Fest-goers generally fall into one camp or the other, and even though it often feels that the gap between is a great divide, there’s not a hint of rivalry among these groups that otherwise rarely intersect.


The majority, predictably, plop down their blankets and lawn chairs — the kind with the built-in, beer-friendly cup holders — in front of the Mane Stage, where on Saturday the lineup was topped by a couple of contemporary country’s more pop-driven acts, Keith Urban and Sugarland, and Sunday by the hard-charging likes of Toby Keith and Brooks & Dunn.


Far across the Empire Polo Field grounds in Indio, tradition-loving fans ensconced themselves in front of the Palomino Stage, where standard bearers such as Merle Haggard, Ray Price and Bobby Bare held forth on Saturday, while Sunday’s offerings extended from the searingly dark folk country of Mary Gauthier to the Band-influenced Avett Brothers to those country-gospel hit makers of yore, the Oak Ridge Boys.


And in between, at the Mustang Stage, fans of the fringe were served by boundary-blind Americana musicians including Victoria Williams, Trampled by Turtles, Truth & Salvage and Black Prairie, Grand Ole Opry stalwarts Bill Anderson and Little Jimmy Dickens and cowboy poets Waddie Mitchell and Baxter Black.


It’s a catholic mix that draws no distinction between acts that just want to party and those more concerned with the inner workings of the human heart.
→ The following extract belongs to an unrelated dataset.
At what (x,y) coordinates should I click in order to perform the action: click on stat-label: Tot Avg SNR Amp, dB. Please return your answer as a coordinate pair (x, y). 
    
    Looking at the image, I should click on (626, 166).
But the difference is there for anyone attuned to it, and for many, the gift of Stagecoach is the ability to experience both schools in the same place.


And plenty turned out to savor that gift: Preliminary estimates put the average attendance at 50,000 each day, a significant uptick from last year’s record of 40,000 per day, Paull Tollett, chief of promoter Goldenvoice, said Sunday.


Bobby Bare got Saturday off to a rousing start with several of the Shel Silverstein narrative tales he’s recorded over the years — sterling examples of detail-rich songwriting that avoids cliche at every turn. Silverstein excelled in the tradition of tall tales from the American frontier going back to poet Robert W. Service and beyond, this one concerning a chump who’s had one too many and decides to pick a fight with the toughest guy in the bar, only to get a lecture on what it really means to be “The Winner”: “He said, ‘You see these bright white smilin’ teeth, you know they ain’t my own / Mine rolled away like Chiclets down a street in San Antone.’ “


Gauthier, one of the most powerfully incisive songwriters of the last decade, achieved no less than musical transcendence in her show-opening set Sunday. Boldly offering several new tunes from her upcoming autobiographical album, “The Foundling,” she dug into her own past as an infant placed for adoption because her single mother was shamed into it. “Mama kissed me one time and said goodbye / I still believe in love.” Music doesn’t hit any harder than that.


And although a fuse blew and the power failed mid-song, she and her two band mates stepped to the front of the stage and finished it literally unplugged. This on the same day that promised Brooks & Dunn’s mindless line-dance anthem “Boot Scootin’ Boogie” later that evening.


In an early evening set on Saturday, Haggard also exhibited the expert use of a pen as he turned in a classics-heavy set that was carried live on satellite radio. But he included one of the tunes from his new “I Am What I Am” album, “Pretty When It’s New,” a number that implies as much or more than it says each time he sang the hook “Love is always pretty,” paused for just a moment to give listeners a chance to think, then finished the thought, “when it’s new.”


The 84-year-old Price touched on the Kris Kristofferson songbook that he helped introduce 40 years ago and that gave a second — or was it third? — wind to his long career, wrapping his performance with the exquisite ode to parting gracefully, “For the Good Times.”


Such moments seemed to have little in common with Sugarland, for instance, back at the Mane Stage, coaxing a crowd that needed little coaxing onto its feet with a beat-driven medley that blended the band’s own hits with selections from the stash of its classic-rock and R&B influences. “Everyday America,” with its chorus suggesting that “everybody’s dreaming big,” weaved its way, as the sun set on Saturday, into Marvin Gaye’s “Let’s Get It On,” the Jackson 5’s “I Want You Back” and Beyonce’s “Single Ladies (Put a Ring on It).”


Urban likewise kept the energy flowing with his pulsing country rock, giving equal time to his sensitive-guy lyrics and his expansive electric guitar work. As Saturday’s headliner, he loaded up the set with his hits, even the few moments of introspection subservient to the party atmosphere that kicks into full gear after sundown.


It’s the difference between holding the attention of a crowd that numbers in the tens of thousands versus a couple of thousand that can jam into the Palomino tent, or a few hundred that made it to the Mustang Stage at the beginning of the day Saturday for one of Victoria Williams’ typically ethereal, loopily meandering but endearing performances.


But that’s the great thing about Stagecoach: There’s room enough in this town for both of ‘em.